Dirty worktree handling
By default, review only the selected committed range. Do not silently mix uncommitted or untracked changes into the release diff unless the user explicitly asks to include worktree changes.
- Always report whether the worktree is dirty.
- If dirty or untracked files touch release-relevant areas such as migrations, deployment config, env examples, CI/CD, secrets, cache, queues, assets, or service contracts, add a P2 confirmation item saying those changes are excluded from the committed-range review and must be committed, discarded, or reviewed separately before release.
- If the user explicitly asks to include dirty worktree changes, inspect them with read-only
commands such as
git diffandgit diff --name-status, and clearly label them as uncommitted evidence.
Evidence expectations
Every finding should cite concrete evidence:
- file path and line number when available
- commit hash or PR reference when line evidence is not enough
- command limitation when evidence could not be collected
- diff relationship, such as "schema changed but no migration file changed"

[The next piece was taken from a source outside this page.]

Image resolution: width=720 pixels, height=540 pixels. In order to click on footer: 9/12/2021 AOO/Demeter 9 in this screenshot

Do not state that something is safe just because no file matched a pattern. Use "not verified" for areas that cannot be confirmed from local repository evidence.
Findings versus verification limits
Separate release confirmation items from neutral tool limits:
- A release confirmation item is a diff-linked production risk, such as a new env var whose
production secret cannot be verified, a schema change with unclear migration status, or a new queue
whose infrastructure cannot be confirmed. Classify it as P1 or P2 and set the conclusion to
NEEDS_CONFIRMATIONunless a P0 also exists. - An "Unable To Verify" entry is a neutral limitation, such as missing remote access or deployment platform credentials when the diff does not introduce a specific release requirement. Neutral limitations do not change the conclusion by themselves.

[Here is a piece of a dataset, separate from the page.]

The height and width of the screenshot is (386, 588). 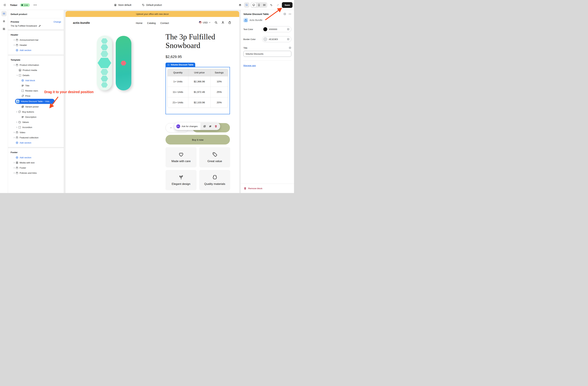 What do you see at coordinates (36, 91) in the screenshot?
I see `sidebar-item-review-stars: Review stars` at bounding box center [36, 91].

- If a limitation blocks confirmation of a release-critical diff change, promote it to a P1/P2 finding rather than leaving it only in "Unable To Verify".
- Use
NO_BLOCKER_FOUNDonly when no P0-P2 findings or release confirmation items were found from available evidence. The report may still include neutral verification limits.
Output rules
- Show P0 and P1 findings first, then P2 confirmation items.
- Do not list clean checklist categories.
- Include a service deployment order section only when the diff touches multiple services, asynchronous workers, migrations, queues, cache, or public contracts.
- If no P0 blocker is found but P1/P2 confirmation items remain, use
NEEDS_CONFIRMATION. - If no P0-P2 findings exist, include the reviewed range and any neutral verification limits.
- Keep the report short enough for a release manager to act on immediately.
Test prompts
Use these prompts to validate the skill behavior:
- "Run a pre-release review and tell me if this production deploy has risks."
- "Review PR #123 before release. Check migrations, configs, and cache work."
- "This repo has no tags. Use the default strategy and audit release readiness."
- "Check
v1.2.3..HEADfor backend go-live blockers."